Hidden behind a hospital and a massive shopping mall, a tiny road dies at a park. You can still see the old light standards continuing down. I had some time to kill on a Saturday afternoon, so I decided to stop and check it out; having a camera with me, I naturally brought it along for the hike.
Down at the base of the road, I was drawn out onto one of the side trails that ran along a river bank; following it around, I noticed something in the distance; it looked like a bridge, but not a bridge one would expect; it looked like an old road bridge.
I moved closer to the bridge, sticking to the river; it looked old, concrete with stone pilings on either bank.
The bridge was only a single lane and happened to continue the road that I had followed initially, this was a bowstring truss (I remembered that from the Bridge project I had in Grade 5), and it was old; that much was clear, such details are not put onto most modern bridges, functionality before form eh? At least there was a plaque to date the bridge, 1909.
Some research on The King’s Highway website pulls up the following. The bridge was built as a bowstring truss bridge in 1909, the first such bridge in Ontario, and the road I was walking on…was the Middle Road, yes, the road that in the 1930s was converted into Ontario’s first limited access freeway. The bridge, however, only served one year on the Middle road before the highway was realigned, and a more significant (and less attractive) bridge was constructed.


— WHAT THE EXERCISE ASKS —
Filter the lines below, keeping each one that holds "figure".

═════ DATA PROVIDED

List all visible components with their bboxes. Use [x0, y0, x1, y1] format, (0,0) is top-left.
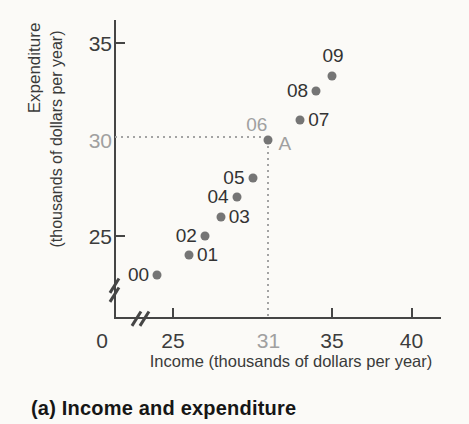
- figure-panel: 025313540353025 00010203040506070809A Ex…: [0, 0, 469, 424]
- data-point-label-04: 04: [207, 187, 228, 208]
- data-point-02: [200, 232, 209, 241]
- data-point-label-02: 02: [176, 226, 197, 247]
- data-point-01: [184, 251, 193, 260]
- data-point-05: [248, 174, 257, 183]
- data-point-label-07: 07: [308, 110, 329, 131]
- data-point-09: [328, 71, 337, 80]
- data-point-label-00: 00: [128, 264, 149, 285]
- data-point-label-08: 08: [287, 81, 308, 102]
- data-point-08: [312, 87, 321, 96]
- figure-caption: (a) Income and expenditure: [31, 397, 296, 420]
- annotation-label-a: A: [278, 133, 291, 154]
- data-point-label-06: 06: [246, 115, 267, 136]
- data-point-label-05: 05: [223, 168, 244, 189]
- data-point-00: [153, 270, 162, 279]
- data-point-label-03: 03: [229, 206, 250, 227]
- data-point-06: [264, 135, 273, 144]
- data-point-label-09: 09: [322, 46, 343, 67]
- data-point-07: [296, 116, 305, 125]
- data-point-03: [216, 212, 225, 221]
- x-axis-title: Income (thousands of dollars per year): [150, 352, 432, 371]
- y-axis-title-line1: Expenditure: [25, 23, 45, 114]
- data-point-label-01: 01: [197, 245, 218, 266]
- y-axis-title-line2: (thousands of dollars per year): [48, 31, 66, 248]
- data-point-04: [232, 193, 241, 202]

══════════

— EXERCISE ANSWER —
- figure-panel: 025313540353025 00010203040506070809A Ex…: [0, 0, 469, 424]
- figure-caption: (a) Income and expenditure: [31, 397, 296, 420]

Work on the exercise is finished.